[cairo] Spot colors (and CMYK)
Bill Spitzak
spitzak at gmail.com
Wed Feb 17 11:30:24 PST 2010
ecir hana wrote:
> Yes, I really want to control the CMYK, such API is the topic of this
thread.
>
> If I say CMYK(40, 30, 30, 100) I want CMYK(40, 30, 30, 100). I bet you
> understand what I'm talking about - it's the same as reading Quicktime
> and writing it back as Quicktime, as you wrote above - going from CMYK
> to sRGB and back to CMYK makes no sense.
>
> Again, the real question is, how do you supply CMYK image to Cairo and
> first, show it on the screen and second, export it to PDF with the
> same set of graphic operators?
I do not think Cairo should understand color profiles. This is an
ENORMOUS complication that will only cause grief. This is why I very
strongly reject any of Kai-Uwe Behrmann's ideas.
I am also under the impression that "CMYK" means "exactly these inks on
this specific device". Printer profiles apparently are defined as "here
is how to turn this CMYK into a matching point in a 3-dimensional color
space". Therefore I believe that any portable information derived from a
CMYK color can be conveyed with a 3-dimensional color api.
Therefore my method to fill a shape with an exact CMYK on an output
device is:
1. Specify the color in sRGB. If the application only has CMYK
information, it is the applications responsibility to figure out how to
turn it into sRGB. An obvious way is to use the device profile to turn
it into XYZ and from there into unclamped sRGB.

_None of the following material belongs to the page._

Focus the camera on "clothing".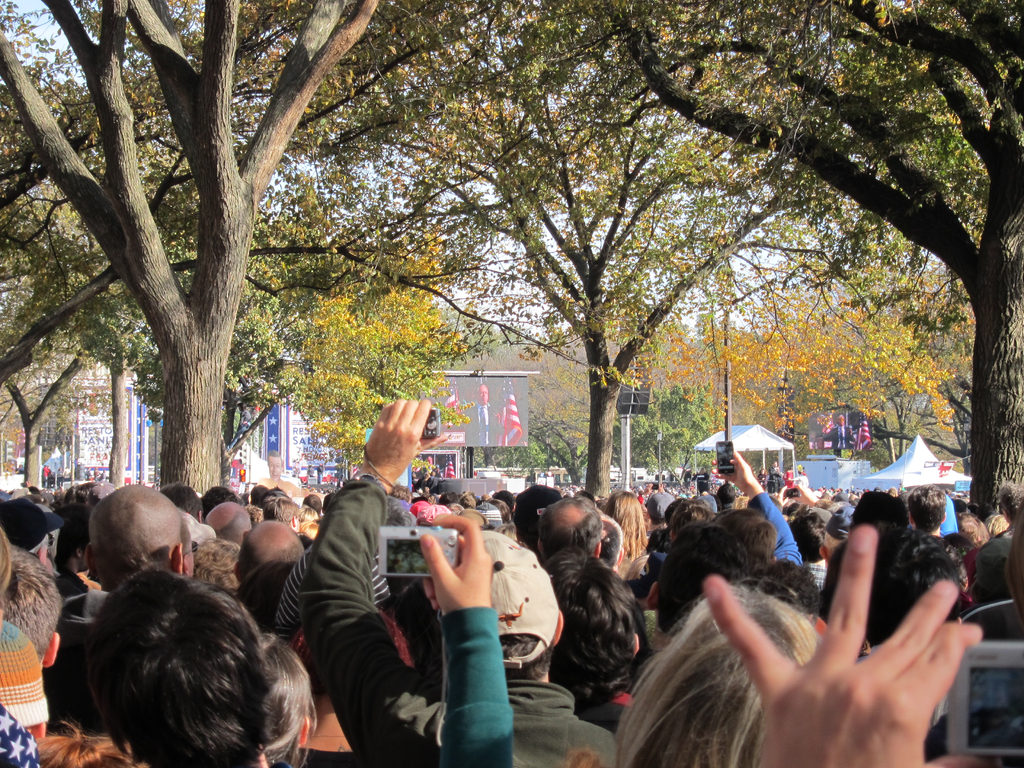
Focus region: pyautogui.locateOnScreen(272, 748, 372, 767).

2. Also specify using a device specific api that this exact spot color
is wanted. A backend that understands this will use the spot color other
than the sRGB. Most backends will ignore this information.

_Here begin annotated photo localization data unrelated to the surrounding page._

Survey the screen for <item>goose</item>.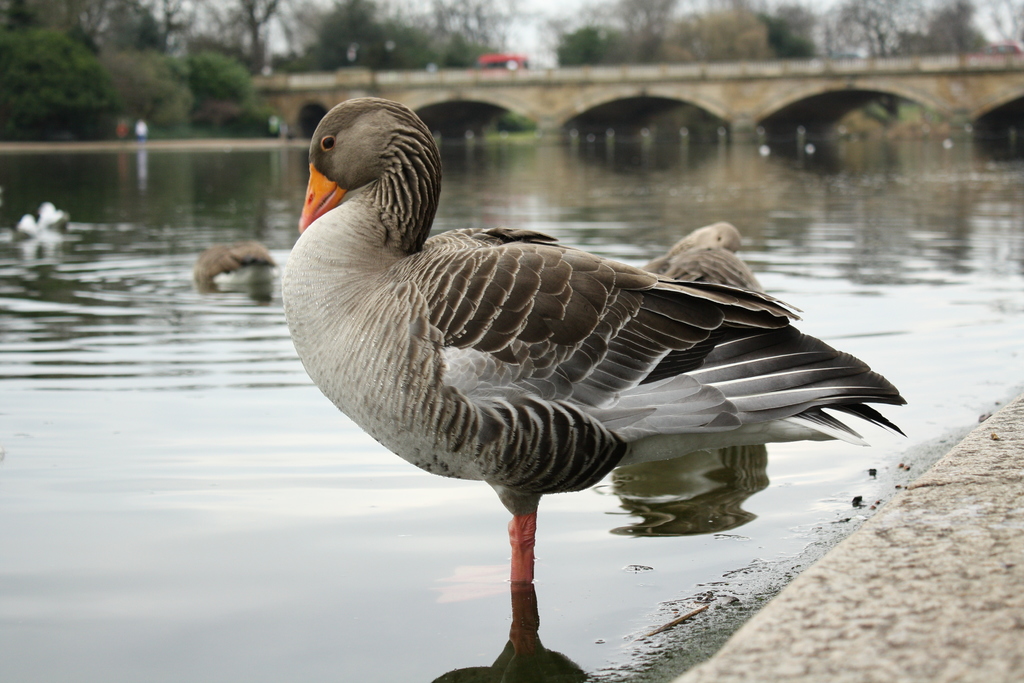
Survey found: (left=274, top=99, right=902, bottom=682).
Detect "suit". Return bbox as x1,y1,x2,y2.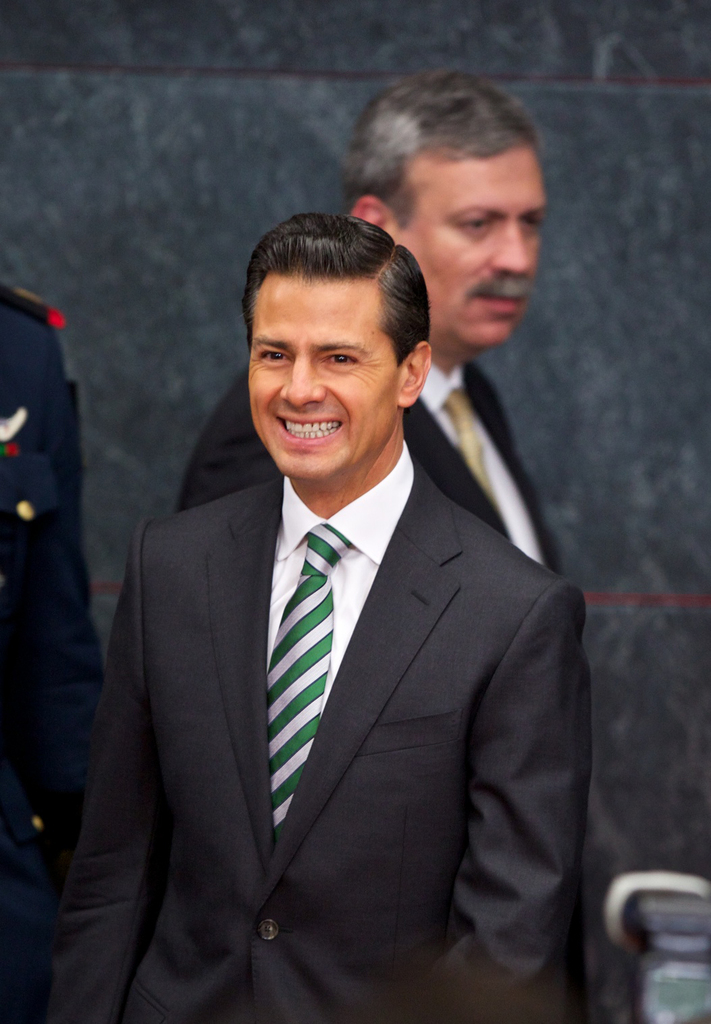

There cannot be any guarantees about compositing of any transparency or
antialiased edge, but a 100% opaque area should produce exactly that
spot color on output. The reason we cannot guarantee anything about
transparency is that the only predictable result would be to convert the
composited sRGB to the device inks, but this would result in a
discontinuity of antialiased edges with the enclosed area. I think users
would prefer an antialiased edge made of the spot color even if the
exact composited result is device-dependent.

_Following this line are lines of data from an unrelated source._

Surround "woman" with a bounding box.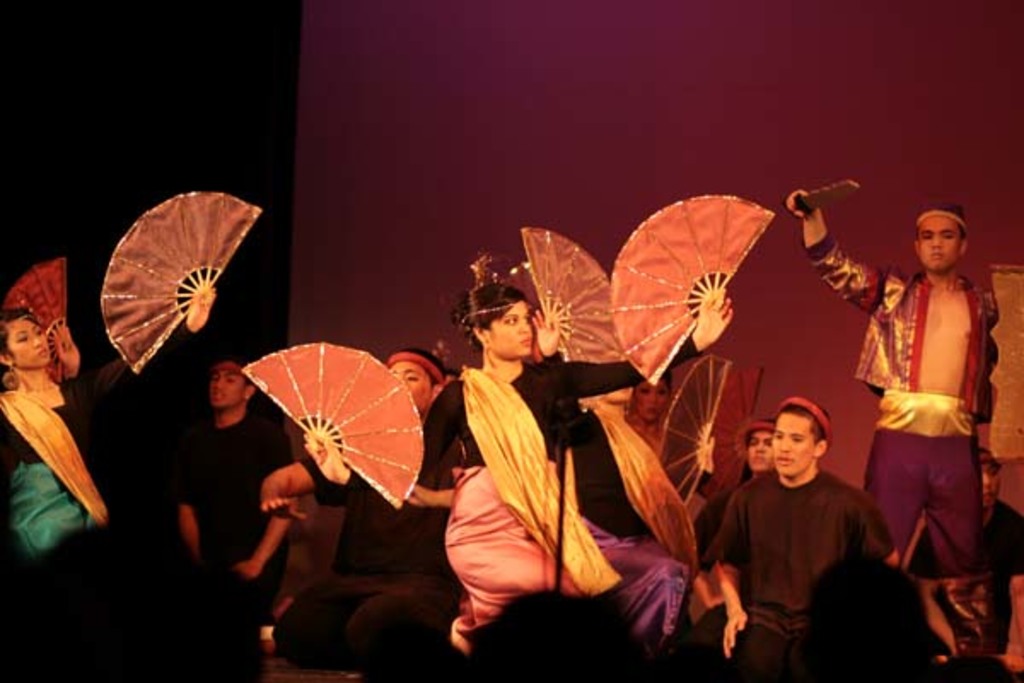
620, 367, 686, 452.
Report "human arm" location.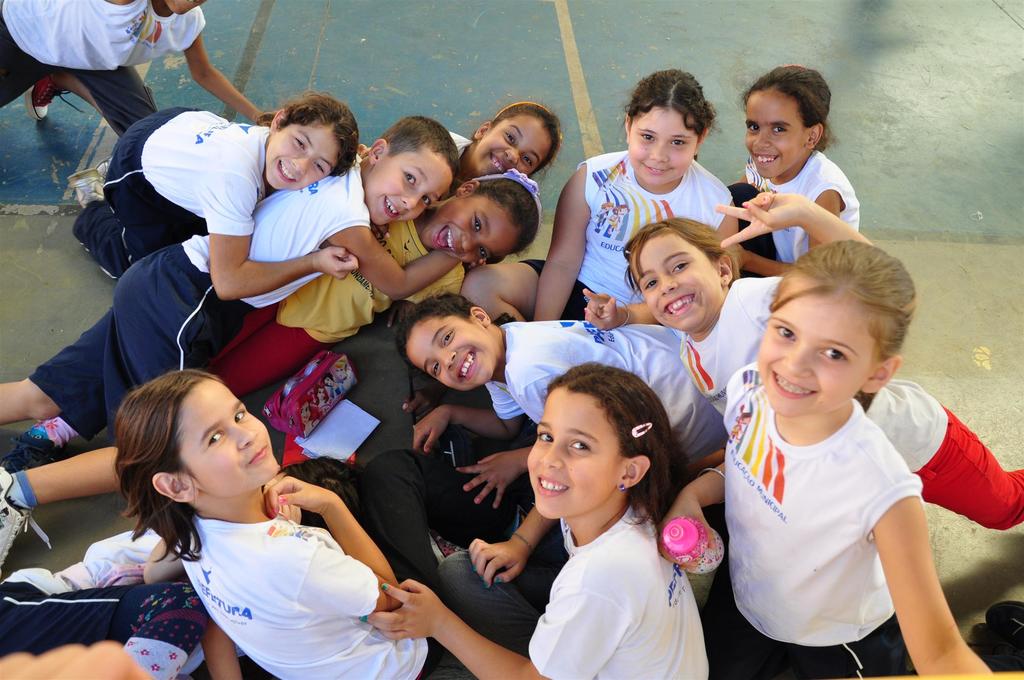
Report: [x1=145, y1=536, x2=187, y2=580].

As spot colors tend to be one channel, I am uncertain how to do a CMYK
separation image. One way would be to draw 4 monochrome images with
different spot colors (each of C,M,Y,K are a spot color), with the
compositing operator set to subtract (or maybe multiply or maybe some
new operator) which is an indication that ink must accumulate. Since
Cairo has no information about how the colors mix it will be impossible
to produce an accurate sRGB equivalent. Alternative is to use an N+3
channel image, with the sRGB data included so that back ends that do not
understand the spot colors can use the sRGB fallback. Or an api that
takes two different images as input. In any case again anything other
than 100% opacity is going to produce device-dependent results and no
color management is going to fix that.